Stored data entries:

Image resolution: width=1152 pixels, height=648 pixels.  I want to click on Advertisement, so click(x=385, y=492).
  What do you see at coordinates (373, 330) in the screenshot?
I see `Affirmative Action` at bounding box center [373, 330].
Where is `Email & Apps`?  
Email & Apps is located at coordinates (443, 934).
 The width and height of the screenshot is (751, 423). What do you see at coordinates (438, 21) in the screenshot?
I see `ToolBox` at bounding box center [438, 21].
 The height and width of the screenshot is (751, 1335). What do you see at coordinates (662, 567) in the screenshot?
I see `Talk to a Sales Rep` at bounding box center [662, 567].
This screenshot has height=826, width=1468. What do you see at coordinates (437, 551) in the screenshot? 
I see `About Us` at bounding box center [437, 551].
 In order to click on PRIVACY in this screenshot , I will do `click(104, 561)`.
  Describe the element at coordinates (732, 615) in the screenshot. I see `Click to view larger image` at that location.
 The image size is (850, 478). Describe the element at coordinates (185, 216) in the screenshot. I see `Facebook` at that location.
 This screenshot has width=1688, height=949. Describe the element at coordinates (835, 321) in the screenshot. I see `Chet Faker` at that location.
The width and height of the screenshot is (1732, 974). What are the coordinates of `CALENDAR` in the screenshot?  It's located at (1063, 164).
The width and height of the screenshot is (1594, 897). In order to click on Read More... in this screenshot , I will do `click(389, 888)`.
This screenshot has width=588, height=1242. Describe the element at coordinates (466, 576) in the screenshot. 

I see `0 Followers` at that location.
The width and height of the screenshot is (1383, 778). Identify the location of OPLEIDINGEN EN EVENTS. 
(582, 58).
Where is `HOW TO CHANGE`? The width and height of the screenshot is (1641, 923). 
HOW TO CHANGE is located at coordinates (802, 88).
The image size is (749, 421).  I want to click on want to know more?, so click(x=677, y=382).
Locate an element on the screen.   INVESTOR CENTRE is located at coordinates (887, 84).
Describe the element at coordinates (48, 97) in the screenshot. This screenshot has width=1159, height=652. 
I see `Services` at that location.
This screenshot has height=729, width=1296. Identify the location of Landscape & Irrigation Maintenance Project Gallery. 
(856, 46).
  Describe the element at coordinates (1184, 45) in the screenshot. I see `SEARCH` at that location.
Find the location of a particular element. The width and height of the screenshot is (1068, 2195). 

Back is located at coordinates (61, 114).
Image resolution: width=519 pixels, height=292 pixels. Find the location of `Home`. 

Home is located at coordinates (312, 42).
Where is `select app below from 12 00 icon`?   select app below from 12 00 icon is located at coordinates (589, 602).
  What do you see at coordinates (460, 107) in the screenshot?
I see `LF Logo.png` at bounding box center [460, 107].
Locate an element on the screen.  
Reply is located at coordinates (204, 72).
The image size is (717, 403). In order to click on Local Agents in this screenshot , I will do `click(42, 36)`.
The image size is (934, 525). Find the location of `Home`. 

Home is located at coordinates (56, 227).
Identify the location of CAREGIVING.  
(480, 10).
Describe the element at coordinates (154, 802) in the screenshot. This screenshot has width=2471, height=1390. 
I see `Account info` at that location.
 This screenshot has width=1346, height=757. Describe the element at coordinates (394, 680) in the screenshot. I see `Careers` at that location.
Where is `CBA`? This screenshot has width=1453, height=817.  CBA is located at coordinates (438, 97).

Problem statement:
Type the data again exactly. Leave nothing out.

Response to this task:
Image resolution: width=1152 pixels, height=648 pixels.  I want to click on Advertisement, so click(x=385, y=492).
  What do you see at coordinates (373, 330) in the screenshot?
I see `Affirmative Action` at bounding box center [373, 330].
Where is `Email & Apps`?  
Email & Apps is located at coordinates (443, 934).
 The width and height of the screenshot is (751, 423). What do you see at coordinates (438, 21) in the screenshot?
I see `ToolBox` at bounding box center [438, 21].
 The height and width of the screenshot is (751, 1335). What do you see at coordinates (662, 567) in the screenshot?
I see `Talk to a Sales Rep` at bounding box center [662, 567].
This screenshot has height=826, width=1468. What do you see at coordinates (437, 551) in the screenshot? 
I see `About Us` at bounding box center [437, 551].
 In order to click on PRIVACY in this screenshot , I will do `click(104, 561)`.
  Describe the element at coordinates (732, 615) in the screenshot. I see `Click to view larger image` at that location.
 The image size is (850, 478). Describe the element at coordinates (185, 216) in the screenshot. I see `Facebook` at that location.
 This screenshot has width=1688, height=949. Describe the element at coordinates (835, 321) in the screenshot. I see `Chet Faker` at that location.
The width and height of the screenshot is (1732, 974). What are the coordinates of `CALENDAR` in the screenshot?  It's located at (1063, 164).
The width and height of the screenshot is (1594, 897). In order to click on Read More... in this screenshot , I will do `click(389, 888)`.
This screenshot has width=588, height=1242. Describe the element at coordinates (466, 576) in the screenshot. 

I see `0 Followers` at that location.
The width and height of the screenshot is (1383, 778). Identify the location of OPLEIDINGEN EN EVENTS. 
(582, 58).
Where is `HOW TO CHANGE`? The width and height of the screenshot is (1641, 923). 
HOW TO CHANGE is located at coordinates (802, 88).
The image size is (749, 421).  I want to click on want to know more?, so click(x=677, y=382).
Locate an element on the screen.   INVESTOR CENTRE is located at coordinates (887, 84).
Describe the element at coordinates (48, 97) in the screenshot. This screenshot has width=1159, height=652. 
I see `Services` at that location.
This screenshot has height=729, width=1296. Identify the location of Landscape & Irrigation Maintenance Project Gallery. 
(856, 46).
  Describe the element at coordinates (1184, 45) in the screenshot. I see `SEARCH` at that location.
Find the location of a particular element. The width and height of the screenshot is (1068, 2195). 

Back is located at coordinates (61, 114).
Image resolution: width=519 pixels, height=292 pixels. Find the location of `Home`. 

Home is located at coordinates (312, 42).
Where is `select app below from 12 00 icon`?   select app below from 12 00 icon is located at coordinates (589, 602).
  What do you see at coordinates (460, 107) in the screenshot?
I see `LF Logo.png` at bounding box center [460, 107].
Locate an element on the screen.  
Reply is located at coordinates (204, 72).
The image size is (717, 403). In order to click on Local Agents in this screenshot , I will do `click(42, 36)`.
The image size is (934, 525). Find the location of `Home`. 

Home is located at coordinates (56, 227).
Identify the location of CAREGIVING.  
(480, 10).
Describe the element at coordinates (154, 802) in the screenshot. This screenshot has width=2471, height=1390. 
I see `Account info` at that location.
 This screenshot has width=1346, height=757. Describe the element at coordinates (394, 680) in the screenshot. I see `Careers` at that location.
Where is `CBA`? This screenshot has width=1453, height=817.  CBA is located at coordinates (438, 97).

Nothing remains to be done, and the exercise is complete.